When Megan Garcia testified before Congress last year, she brought a photograph of her son. Sewell Setzer III was 14 years old when he died by suicide in February 2024, after months of immersive conversations with a Character.AI chatbot. Garcia has spent the time since organizing: filing suit against the company, giving testimony, finding other families who say they lost children in similar circumstances.
What she and others have built resembles, in structure and tone, the parent-led campaigns that targeted Facebook and TikTok in the early 2020s. The difference is the product. This time the target is not a feed or an algorithm but something that talks back — that learns your name, mirrors your mood, and, critics argue, exploits adolescent loneliness in ways that passive social media never quite managed.
Character.AI, which allows users to create and converse with custom AI personas, has become the center of a growing body of litigation alleging its platform contributed to adolescent self-harm and suicide. The company has disputed the claims. But the cases have kept a steady stream of unflattering attention focused on the AI companion sector — and on Google, which holds a significant investment in Character.AI and has been drawn into the controversy as a result.
On Capitol Hill, advocacy groups including Common Sense Media and the Social Media Victims Law Center are pushing for AI-specific provisions in the Kids Online Safety Act, alongside new legislation that would require age verification, safety-by-design standards, and algorithmic transparency for platforms accessible to minors. State attorneys general in California, Texas, and New York have opened investigations, and the FTC has signaled interest in the sector.
What gives this campaign more traction than its predecessors, advocates contend, is the basic argument available to them: social media platforms were built to hold attention; AI companions are built to hold affection. That distinction makes it harder for developers to characterize harms as unintended side effects — and harder for regulators to treat the sector as an unsurprising edge case that will sort itself out.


Brief - Identify every line in the records below that contains the word "boxes", and copy each of those lines.

Data listing -
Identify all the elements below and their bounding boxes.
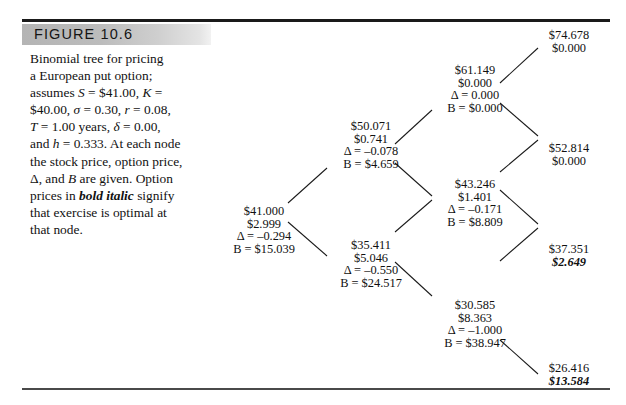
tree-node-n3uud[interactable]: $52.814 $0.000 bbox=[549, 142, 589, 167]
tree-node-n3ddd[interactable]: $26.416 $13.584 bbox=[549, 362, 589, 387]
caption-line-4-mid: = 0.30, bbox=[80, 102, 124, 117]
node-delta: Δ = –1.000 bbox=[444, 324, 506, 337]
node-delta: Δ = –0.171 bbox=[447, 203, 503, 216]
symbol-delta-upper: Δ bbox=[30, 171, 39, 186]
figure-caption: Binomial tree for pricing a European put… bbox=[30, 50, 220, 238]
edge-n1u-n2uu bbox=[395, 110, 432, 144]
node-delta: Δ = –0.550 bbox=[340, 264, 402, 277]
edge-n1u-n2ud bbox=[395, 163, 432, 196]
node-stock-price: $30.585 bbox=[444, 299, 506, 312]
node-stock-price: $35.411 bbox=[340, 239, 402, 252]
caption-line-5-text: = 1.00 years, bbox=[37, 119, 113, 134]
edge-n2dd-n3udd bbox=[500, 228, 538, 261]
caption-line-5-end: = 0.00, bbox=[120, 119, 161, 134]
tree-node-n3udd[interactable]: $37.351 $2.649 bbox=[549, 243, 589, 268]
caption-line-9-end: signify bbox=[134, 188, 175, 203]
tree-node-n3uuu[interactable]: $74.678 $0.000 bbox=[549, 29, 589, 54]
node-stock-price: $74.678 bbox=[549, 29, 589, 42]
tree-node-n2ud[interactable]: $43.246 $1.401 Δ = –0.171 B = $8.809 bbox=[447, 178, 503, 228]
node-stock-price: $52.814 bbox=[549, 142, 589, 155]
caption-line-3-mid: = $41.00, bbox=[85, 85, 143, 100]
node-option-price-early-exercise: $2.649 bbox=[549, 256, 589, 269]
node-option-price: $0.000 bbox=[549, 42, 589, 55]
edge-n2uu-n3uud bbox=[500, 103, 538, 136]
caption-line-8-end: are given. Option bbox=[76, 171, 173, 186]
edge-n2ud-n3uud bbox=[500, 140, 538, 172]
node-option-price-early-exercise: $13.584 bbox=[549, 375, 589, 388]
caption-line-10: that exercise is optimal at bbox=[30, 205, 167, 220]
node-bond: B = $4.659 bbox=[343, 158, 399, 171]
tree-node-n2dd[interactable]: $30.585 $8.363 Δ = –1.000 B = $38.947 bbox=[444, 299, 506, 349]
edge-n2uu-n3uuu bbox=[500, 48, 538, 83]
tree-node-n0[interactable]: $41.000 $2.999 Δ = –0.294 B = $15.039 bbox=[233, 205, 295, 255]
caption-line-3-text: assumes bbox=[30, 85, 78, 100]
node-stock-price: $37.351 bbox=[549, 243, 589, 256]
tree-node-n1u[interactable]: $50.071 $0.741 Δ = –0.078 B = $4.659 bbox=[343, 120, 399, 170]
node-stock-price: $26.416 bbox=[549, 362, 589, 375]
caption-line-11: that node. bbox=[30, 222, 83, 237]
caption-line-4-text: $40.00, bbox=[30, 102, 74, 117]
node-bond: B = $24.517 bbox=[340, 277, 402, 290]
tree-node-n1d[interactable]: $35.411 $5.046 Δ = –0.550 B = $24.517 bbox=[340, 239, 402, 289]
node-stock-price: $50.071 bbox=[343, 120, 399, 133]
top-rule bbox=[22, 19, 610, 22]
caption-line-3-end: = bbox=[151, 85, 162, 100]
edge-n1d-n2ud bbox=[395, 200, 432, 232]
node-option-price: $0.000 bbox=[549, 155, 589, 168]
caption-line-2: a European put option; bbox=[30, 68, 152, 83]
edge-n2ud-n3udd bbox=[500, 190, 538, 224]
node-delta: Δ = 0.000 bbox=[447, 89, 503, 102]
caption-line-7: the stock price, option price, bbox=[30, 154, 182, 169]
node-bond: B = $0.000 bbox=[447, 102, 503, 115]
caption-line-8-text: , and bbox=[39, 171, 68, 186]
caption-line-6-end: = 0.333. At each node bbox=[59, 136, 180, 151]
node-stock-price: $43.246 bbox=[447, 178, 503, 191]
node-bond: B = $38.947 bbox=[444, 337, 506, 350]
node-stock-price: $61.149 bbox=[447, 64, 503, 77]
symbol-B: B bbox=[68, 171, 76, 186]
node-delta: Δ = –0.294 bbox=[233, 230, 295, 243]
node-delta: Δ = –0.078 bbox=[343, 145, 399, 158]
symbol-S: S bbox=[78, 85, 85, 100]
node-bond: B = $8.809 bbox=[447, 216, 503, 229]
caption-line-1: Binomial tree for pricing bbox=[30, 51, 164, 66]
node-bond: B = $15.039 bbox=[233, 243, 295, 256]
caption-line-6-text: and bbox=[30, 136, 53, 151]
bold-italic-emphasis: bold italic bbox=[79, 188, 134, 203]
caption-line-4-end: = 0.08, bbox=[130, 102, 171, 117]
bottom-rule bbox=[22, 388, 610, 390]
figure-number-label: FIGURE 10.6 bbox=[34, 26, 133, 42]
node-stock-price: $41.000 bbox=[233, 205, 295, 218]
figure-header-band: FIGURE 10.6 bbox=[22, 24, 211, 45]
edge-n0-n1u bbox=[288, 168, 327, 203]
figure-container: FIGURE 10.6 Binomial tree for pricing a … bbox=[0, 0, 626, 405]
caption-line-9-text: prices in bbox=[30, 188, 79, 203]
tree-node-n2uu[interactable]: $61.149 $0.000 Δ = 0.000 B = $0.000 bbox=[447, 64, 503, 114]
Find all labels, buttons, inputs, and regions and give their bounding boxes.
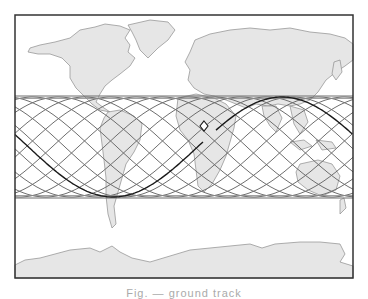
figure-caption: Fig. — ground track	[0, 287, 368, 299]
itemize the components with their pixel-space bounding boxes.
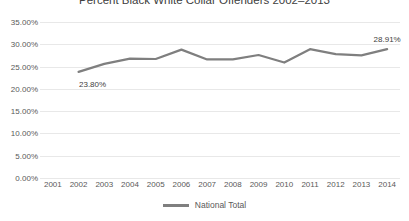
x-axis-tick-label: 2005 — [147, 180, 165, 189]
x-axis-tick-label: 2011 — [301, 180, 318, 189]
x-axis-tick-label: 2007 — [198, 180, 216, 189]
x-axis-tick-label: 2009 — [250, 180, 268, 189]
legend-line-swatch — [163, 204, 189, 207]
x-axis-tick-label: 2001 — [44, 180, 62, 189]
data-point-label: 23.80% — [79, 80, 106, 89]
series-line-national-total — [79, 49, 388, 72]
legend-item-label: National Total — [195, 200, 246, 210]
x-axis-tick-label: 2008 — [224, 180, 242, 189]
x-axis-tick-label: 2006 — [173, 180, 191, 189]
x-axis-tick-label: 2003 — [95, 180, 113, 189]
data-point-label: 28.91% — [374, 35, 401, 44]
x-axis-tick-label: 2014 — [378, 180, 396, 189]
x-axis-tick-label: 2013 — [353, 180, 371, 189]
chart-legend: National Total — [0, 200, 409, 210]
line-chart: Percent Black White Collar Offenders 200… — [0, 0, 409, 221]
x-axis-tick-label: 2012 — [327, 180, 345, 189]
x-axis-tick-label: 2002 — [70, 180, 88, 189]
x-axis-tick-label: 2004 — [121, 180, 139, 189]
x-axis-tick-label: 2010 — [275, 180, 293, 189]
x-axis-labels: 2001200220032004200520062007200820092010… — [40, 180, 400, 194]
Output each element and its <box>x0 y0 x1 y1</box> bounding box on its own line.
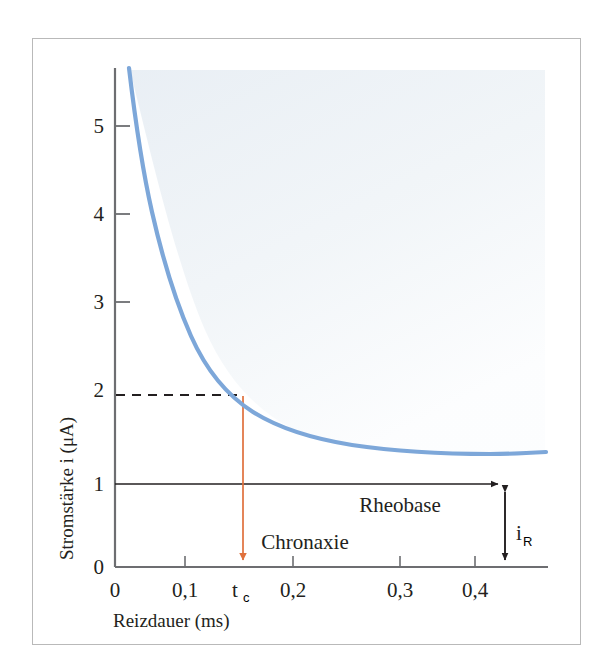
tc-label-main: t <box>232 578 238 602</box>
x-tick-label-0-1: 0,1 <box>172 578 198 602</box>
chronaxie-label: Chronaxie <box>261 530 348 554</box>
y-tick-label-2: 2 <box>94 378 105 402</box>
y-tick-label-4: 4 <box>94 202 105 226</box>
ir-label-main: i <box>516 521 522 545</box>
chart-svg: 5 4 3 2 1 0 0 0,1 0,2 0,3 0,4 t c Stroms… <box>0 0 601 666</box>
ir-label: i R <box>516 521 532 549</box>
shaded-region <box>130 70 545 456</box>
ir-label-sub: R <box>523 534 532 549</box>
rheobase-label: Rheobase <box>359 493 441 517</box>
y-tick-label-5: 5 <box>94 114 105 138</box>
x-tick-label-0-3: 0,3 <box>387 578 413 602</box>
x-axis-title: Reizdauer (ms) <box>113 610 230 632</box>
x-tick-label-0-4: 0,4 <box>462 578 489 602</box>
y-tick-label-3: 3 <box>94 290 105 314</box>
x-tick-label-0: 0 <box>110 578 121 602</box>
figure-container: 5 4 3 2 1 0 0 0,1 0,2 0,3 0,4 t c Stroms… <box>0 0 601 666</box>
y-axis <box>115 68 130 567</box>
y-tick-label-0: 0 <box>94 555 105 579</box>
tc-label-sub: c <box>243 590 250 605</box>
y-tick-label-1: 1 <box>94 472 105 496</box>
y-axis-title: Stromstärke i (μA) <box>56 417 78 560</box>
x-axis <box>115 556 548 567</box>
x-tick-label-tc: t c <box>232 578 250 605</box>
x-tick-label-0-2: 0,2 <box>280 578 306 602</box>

Result for this task -
Identify all the elements below and their bounding boxes.
Find all labels, buttons, inputs, and regions and give their bounding boxes.
itemize the components with their pixel-space bounding boxes.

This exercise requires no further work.